Some Jazz Records: Paul Bley Clippings
Comments on recordings from musicians and other actors of the jazz scene. Random and not-so-random listening cues from the archives.
Paul Bley, Introducing Paul Bley, Debut DLP-7, 1954, 10" LP.
"Free is a relative thing," Paul Bley told Michael Cuscuna in a 1968 Down Beat profile. "On the first album I did with Art Blakey and Charles Mingus in 1953 [Introducing Paul Bley], there were totally free sections with no preconceived ideas. It must have been natural, because that is the way I felt it. I’ve always been interested in challenges in playing." In another interview, given to Jazz Hot's Laurent Goddet in 1971, Bley specified where the free parts—unexpected this early on—of the recording could be found: in the introductions leading to the standards that made up the bulk of the album.
Paul Bley, The Fabulous Paul Bley Quintet, America 30 AM 6120, 1972, LP; and Ornette Coleman, Coleman Classics, Volume 1, IAI 37.38.52, 1977, LP.

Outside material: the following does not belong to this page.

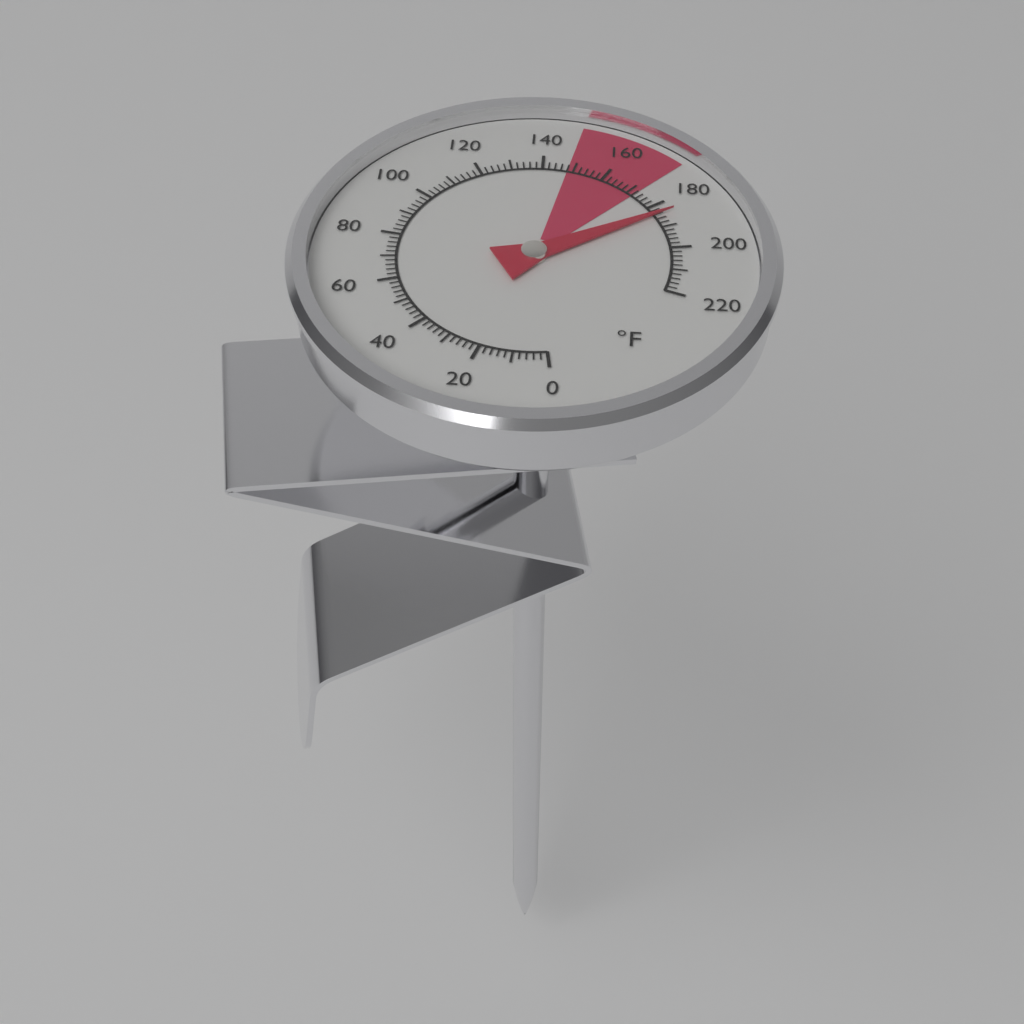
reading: 184 °F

One of Paul Bley’s claims to historical fame was to have played at Los Angeles’s Hillcrest Club with the entire Ornette Coleman Quartet as his band, this right before the unit acquired national stature, in large part due to its studio work for Atlantic. "The Atlantic records, once again, were shortened performances," Bley told Bill Smith during an extensive 1979 Coda interview. "Six or seven minutes, which involved a lot of writing. […] But in the club… Those few Hillcrest tapes that managed to come out, with a great deal of duress at one time or another, they’re presently withdrawn from our catalogue. I withdrew that album shortly after it came out. Those Hillcrest tapes are 15 minutes, 21 minutes a tune, as the bebop lengths were. It was a lot harder to listen to microtonal music at length than it was squeezed together between some very friendly songs." Bley had Hillcrest tapes with him in Europe in 1971. He made a great sales pitch during his interview with Laurent Goddet, explaining how the recordings would cast a shadow even on Coleman’s Atlantic masterpieces, because of their length, the horns’s remarkable presence, and the more varied repertoire that also included standards. There was enough material to make between three to six albums, Bley said. A first volume appeared shortly thereafter, on French label America. Bley issued the second and last volume to see circulation later in the 1970s on his own IAI label. It included a take of Coleman’s "Ramblin,'" probably the version he had described to Goddet as "definitive."
Cecil Taylor, Live at the Café Montmartre, Debut DEB 138, 1963, LP.
While he was playing Europe with his trio in 1965, Paul Bley was interviewed by the French Jazz Magazine. Asked if the new jazz had originated with bassists, the pianist agreed, adding that bass players were the first instrumentalists to have brought something new to the table rhythmically. According to Bley, Gary Peacock, Scott LaFaro and, to some extent, Steve Swallow, were the bassists who stopped playing in 4/4. Former bandmates Ornette Coleman and Don Cherry had made the phrasing of the horns evolve, and a succession of small changes had come about. This, until Cecil Taylor recorded at Copenhagen’s Jazzhus Montmartre in late 1962. It was then, according to Bley, that drummer Sunny Murray found a way to play outside 4/4 that had no beginning and no end, contributing in a major way to the development of the new jazz.